Turkish kebabs in Germany
culinary cultures — By Bob Riel on April 6, 2007 at 2:54 amWhat do Turkish kebab sandwiches have to do with German culture or the German economy? Plenty, these days, according to this story in the Los Angeles Times, which recounts how Germany is trying to create a system for kebab chefs to be integrated into the workforce. If the labor angle is uninteresting, you might still enjoy the article for its mouthwatering descriptions of Turkish kebabs.
… one must appreciate the sauce-drenched, onion-scented, shaved-meat beauty in a pita known as the doner, or spinning, kebab. Fat and messy, it is the Turkish immigrant’s gift to Germany, a bit of meal-time chaos in a nation that doesn’t like its peas to roll too close to the mashed potatoes.

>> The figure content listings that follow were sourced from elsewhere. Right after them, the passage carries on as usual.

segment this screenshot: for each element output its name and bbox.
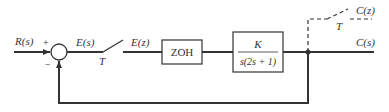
output-signal: C(s): [283, 36, 375, 55]
error-sampled-label: E(z): [130, 36, 150, 49]
sampler-period-label: T: [99, 55, 106, 67]
input-label: R(s): [14, 35, 34, 48]
plant-numerator: K: [253, 38, 262, 50]
output-sampler-period-label: T: [336, 20, 343, 32]
output-sampled-label: C(z): [356, 4, 375, 17]
block-diagram: R(s) + − E(s) T E(z) ZOH K s(2s + 1) C(s…: [0, 0, 389, 112]
sampled-error-signal: E(z): [123, 36, 162, 52]
minus-sign: −: [45, 59, 51, 70]
plus-sign: +: [43, 37, 49, 48]
output-continuous-label: C(s): [356, 36, 375, 49]
plant-block: K s(2s + 1): [233, 32, 283, 72]
zoh-label: ZOH: [171, 46, 194, 58]
zoh-block: ZOH: [162, 40, 202, 64]
error-continuous-label: E(s): [75, 36, 95, 49]
summing-junction: + −: [43, 37, 67, 70]
plant-denominator: s(2s + 1): [240, 56, 277, 68]
error-sampler: E(s) T: [67, 36, 123, 67]
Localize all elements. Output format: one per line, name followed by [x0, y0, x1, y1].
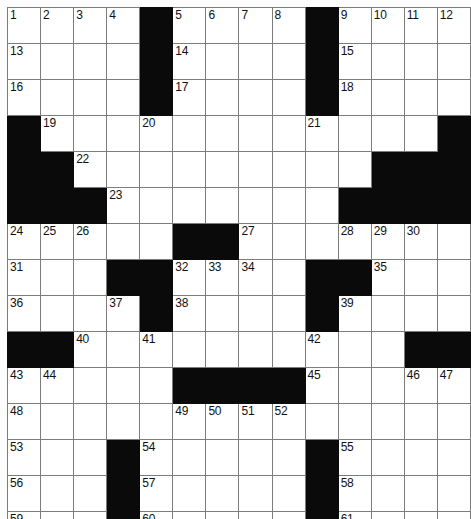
crossword-cell[interactable]: 47 [437, 368, 470, 404]
crossword-cell[interactable] [371, 404, 404, 440]
crossword-cell[interactable] [371, 332, 404, 368]
crossword-cell[interactable] [338, 332, 371, 368]
crossword-cell[interactable] [173, 476, 206, 512]
crossword-cell[interactable]: 60 [140, 512, 173, 519]
crossword-cell[interactable]: 27 [239, 224, 272, 260]
crossword-cell[interactable]: 5 [173, 8, 206, 44]
crossword-cell[interactable] [74, 476, 107, 512]
crossword-cell[interactable]: 26 [74, 224, 107, 260]
crossword-cell[interactable]: 24 [8, 224, 41, 260]
crossword-cell[interactable] [239, 440, 272, 476]
crossword-cell[interactable] [41, 404, 74, 440]
crossword-cell[interactable]: 19 [41, 116, 74, 152]
crossword-cell[interactable]: 41 [140, 332, 173, 368]
crossword-cell[interactable]: 17 [173, 80, 206, 116]
crossword-cell[interactable]: 52 [272, 404, 305, 440]
crossword-cell[interactable]: 7 [239, 8, 272, 44]
crossword-cell[interactable]: 51 [239, 404, 272, 440]
crossword-cell[interactable] [239, 332, 272, 368]
crossword-cell[interactable]: 36 [8, 296, 41, 332]
crossword-cell[interactable] [206, 80, 239, 116]
crossword-cell[interactable] [437, 44, 470, 80]
crossword-cell[interactable]: 57 [140, 476, 173, 512]
crossword-cell[interactable]: 34 [239, 260, 272, 296]
crossword-cell[interactable] [206, 44, 239, 80]
crossword-cell[interactable] [404, 512, 437, 519]
crossword-cell[interactable] [239, 152, 272, 188]
crossword-cell[interactable] [404, 404, 437, 440]
crossword-cell[interactable]: 15 [338, 44, 371, 80]
crossword-cell[interactable] [206, 476, 239, 512]
crossword-cell[interactable] [272, 260, 305, 296]
crossword-cell[interactable]: 37 [107, 296, 140, 332]
crossword-cell[interactable]: 42 [305, 332, 338, 368]
crossword-cell[interactable] [206, 188, 239, 224]
crossword-cell[interactable] [173, 116, 206, 152]
crossword-cell[interactable]: 3 [74, 8, 107, 44]
crossword-cell[interactable] [140, 152, 173, 188]
crossword-cell[interactable] [305, 224, 338, 260]
crossword-cell[interactable] [239, 476, 272, 512]
crossword-cell[interactable] [107, 368, 140, 404]
crossword-cell[interactable] [74, 44, 107, 80]
crossword-cell[interactable]: 49 [173, 404, 206, 440]
crossword-cell[interactable]: 9 [338, 8, 371, 44]
crossword-cell[interactable] [272, 80, 305, 116]
crossword-cell[interactable] [404, 80, 437, 116]
crossword-cell[interactable] [206, 440, 239, 476]
crossword-cell[interactable]: 54 [140, 440, 173, 476]
crossword-cell[interactable]: 50 [206, 404, 239, 440]
crossword-cell[interactable] [371, 368, 404, 404]
crossword-cell[interactable] [41, 44, 74, 80]
crossword-cell[interactable] [272, 512, 305, 519]
crossword-cell[interactable] [206, 332, 239, 368]
crossword-cell[interactable]: 32 [173, 260, 206, 296]
crossword-cell[interactable] [74, 116, 107, 152]
crossword-cell[interactable] [74, 368, 107, 404]
crossword-cell[interactable]: 33 [206, 260, 239, 296]
crossword-cell[interactable] [371, 116, 404, 152]
crossword-cell[interactable]: 31 [8, 260, 41, 296]
crossword-cell[interactable]: 38 [173, 296, 206, 332]
crossword-cell[interactable]: 48 [8, 404, 41, 440]
crossword-cell[interactable] [272, 116, 305, 152]
crossword-cell[interactable]: 16 [8, 80, 41, 116]
crossword-cell[interactable] [74, 80, 107, 116]
crossword-cell[interactable] [371, 476, 404, 512]
crossword-cell[interactable]: 1 [8, 8, 41, 44]
crossword-cell[interactable] [338, 368, 371, 404]
crossword-cell[interactable] [239, 188, 272, 224]
crossword-cell[interactable] [272, 440, 305, 476]
crossword-cell[interactable] [107, 80, 140, 116]
crossword-cell[interactable]: 44 [41, 368, 74, 404]
crossword-cell[interactable]: 53 [8, 440, 41, 476]
crossword-cell[interactable]: 25 [41, 224, 74, 260]
crossword-cell[interactable]: 2 [41, 8, 74, 44]
crossword-cell[interactable] [437, 260, 470, 296]
crossword-cell[interactable] [272, 44, 305, 80]
crossword-cell[interactable] [107, 332, 140, 368]
crossword-cell[interactable] [272, 296, 305, 332]
crossword-cell[interactable] [173, 152, 206, 188]
crossword-cell[interactable] [371, 44, 404, 80]
crossword-cell[interactable]: 59 [8, 512, 41, 519]
crossword-cell[interactable]: 45 [305, 368, 338, 404]
crossword-cell[interactable] [437, 440, 470, 476]
crossword-cell[interactable]: 35 [371, 260, 404, 296]
crossword-cell[interactable] [437, 296, 470, 332]
crossword-cell[interactable] [74, 404, 107, 440]
crossword-cell[interactable] [239, 512, 272, 519]
crossword-cell[interactable]: 30 [404, 224, 437, 260]
crossword-cell[interactable] [404, 440, 437, 476]
crossword-cell[interactable]: 13 [8, 44, 41, 80]
crossword-cell[interactable]: 55 [338, 440, 371, 476]
crossword-cell[interactable] [173, 188, 206, 224]
crossword-cell[interactable]: 8 [272, 8, 305, 44]
crossword-cell[interactable] [239, 44, 272, 80]
crossword-cell[interactable]: 14 [173, 44, 206, 80]
crossword-cell[interactable]: 4 [107, 8, 140, 44]
crossword-cell[interactable]: 39 [338, 296, 371, 332]
crossword-cell[interactable] [107, 152, 140, 188]
crossword-cell[interactable] [107, 44, 140, 80]
crossword-cell[interactable] [41, 260, 74, 296]
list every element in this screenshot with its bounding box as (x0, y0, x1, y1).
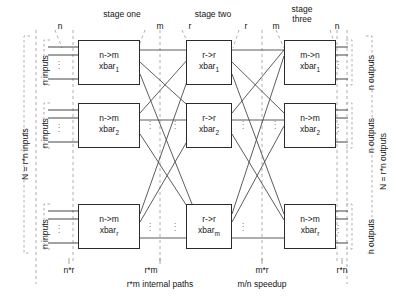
tick-r-right (233, 30, 239, 48)
xbar-label: xbarm (198, 225, 220, 239)
xbar-type: n->m (300, 113, 320, 124)
internal-paths-note: r*m internal paths (127, 280, 194, 290)
ellipsis-input-3: ··· (58, 224, 61, 234)
xbar-type: m->n (300, 50, 320, 61)
right-group-2-label: n outputs (366, 118, 376, 153)
bottom-tick-rn: r*n (337, 266, 348, 276)
stage-two-xbar-1[interactable]: r->r xbar1 (186, 40, 232, 85)
stage-one-xbar-r[interactable]: n->m xbarr (78, 204, 140, 249)
stage-one-title: stage one (103, 10, 140, 20)
top-tick-m-right: m (272, 22, 279, 32)
right-total-outputs-label: N = r*n outputs (378, 133, 388, 190)
left-group-2-label: n inputs (40, 118, 50, 148)
ellipsis-output-3: ··· (337, 224, 340, 234)
xbar-type: r->r (202, 50, 215, 61)
stage-one-xbar-2[interactable]: n->m xbar2 (78, 103, 140, 148)
xbar-label: xbar1 (99, 61, 119, 75)
tick-n-left (55, 30, 62, 48)
ellipsis-stage-two-left-b: ··· (174, 222, 177, 232)
bottom-tick-nr: n*r (64, 266, 75, 276)
top-tick-m-left: m (156, 22, 163, 32)
stage-two-title: stage two (195, 10, 231, 20)
xbar-label: xbar2 (99, 124, 119, 138)
stage-two-to-three-links (232, 50, 284, 238)
stage-three-xbar-2[interactable]: n->m xbar2 (284, 103, 336, 148)
ellipsis-stage-two-left: ··· (174, 120, 177, 130)
right-group-3-label: n outputs (366, 219, 376, 254)
ellipsis-input-1: ··· (58, 60, 61, 70)
bottom-tick-rm: r*m (144, 266, 157, 276)
ellipsis-stage-three-rows: ··· (274, 120, 277, 130)
stage-one-xbar-1[interactable]: n->m xbar1 (78, 40, 140, 85)
xbar-type: n->m (99, 113, 119, 124)
top-tick-n-left: n (58, 22, 63, 32)
ellipsis-stage-one-rows-b: ··· (149, 222, 152, 232)
tick-m-right (276, 30, 284, 48)
stage-three-title-line2: three (292, 15, 311, 25)
stage-three-xbar-1[interactable]: m->n xbar1 (284, 40, 336, 85)
ellipsis-stage-two-right-b: ··· (242, 222, 245, 232)
top-tick-n-right: n (335, 22, 340, 32)
top-tick-r-right: r (245, 22, 248, 32)
top-tick-r-left: r (189, 22, 192, 32)
xbar-type: r->r (202, 214, 215, 225)
xbar-label: xbar1 (300, 61, 320, 75)
stage-three-xbar-r[interactable]: n->m xbarr (284, 204, 336, 249)
link-s2-m-s3-1 (232, 56, 284, 214)
right-group-1-label: n outputs (366, 55, 376, 90)
speedup-note: m/n speedup (237, 280, 286, 290)
ellipsis-input-2: ··· (58, 123, 61, 133)
left-group-1-label: n inputs (40, 55, 50, 85)
ellipsis-stage-one-rows: ··· (149, 120, 152, 130)
ellipsis-output-2: ··· (337, 123, 340, 133)
left-total-inputs-label: N = r*n inputs (20, 128, 30, 180)
xbar-label: xbar1 (199, 61, 219, 75)
stage-two-xbar-2[interactable]: r->r xbar2 (186, 103, 232, 148)
xbar-label: xbar2 (199, 124, 219, 138)
stage-two-xbar-m[interactable]: r->r xbarm (186, 204, 232, 249)
left-group-3-label: n inputs (40, 219, 50, 249)
ellipsis-output-1: ··· (337, 60, 340, 70)
xbar-type: r->r (202, 113, 215, 124)
xbar-type: n->m (99, 214, 119, 225)
ellipsis-stage-two-right: ··· (242, 120, 245, 130)
bottom-tick-marks (69, 258, 342, 264)
xbar-type: n->m (300, 214, 320, 225)
xbar-label: xbarr (100, 225, 119, 239)
clos-network-diagram: stage one stage two stage three n m r r … (0, 0, 396, 297)
input-lines (48, 47, 78, 243)
xbar-label: xbar2 (300, 124, 320, 138)
xbar-type: n->m (99, 50, 119, 61)
xbar-label: xbarr (301, 225, 320, 239)
link-s2-1-s3-r (232, 74, 284, 214)
bottom-tick-mr: m*r (255, 266, 268, 276)
link-s2-1-s3-2 (232, 62, 284, 113)
link-s2-2-s3-1 (232, 50, 284, 113)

Integration is often not a success story here, but the kebab has found a home, slipping in amid the sausage and beer like a distant, exotic uncle. It’s munched on the run and can fill the brawniest of laborers. When the bars close, and the soul is still restless, the kebab beckons, a late-night snack for the subway ride home. It sheds lettuce, bleeds tomatoes and has challenged dry cleaners from Hamburg to Hesse.
Now that maddeningly persistent German virtue known as order is being imposed on the untidy kebab. The Vocational School for Gastronomy and Nutrition here is offering a six-month course that in July will award the first kebab diplomas … The aim is to enhance the image of the kebab industry and give its workers, most of whom are first- and second-generation Turkish immigrants with limited educations, training toward better opportunities.
“In Germany if you are not integrated in the labor market, you are not integrated,” said Metin Harmanci of Entrepreneurs Without Borders, an organization that advises immigrant businesses and seeks equality in the workplace. “It’s difficult for immigrants to enter the labor market.”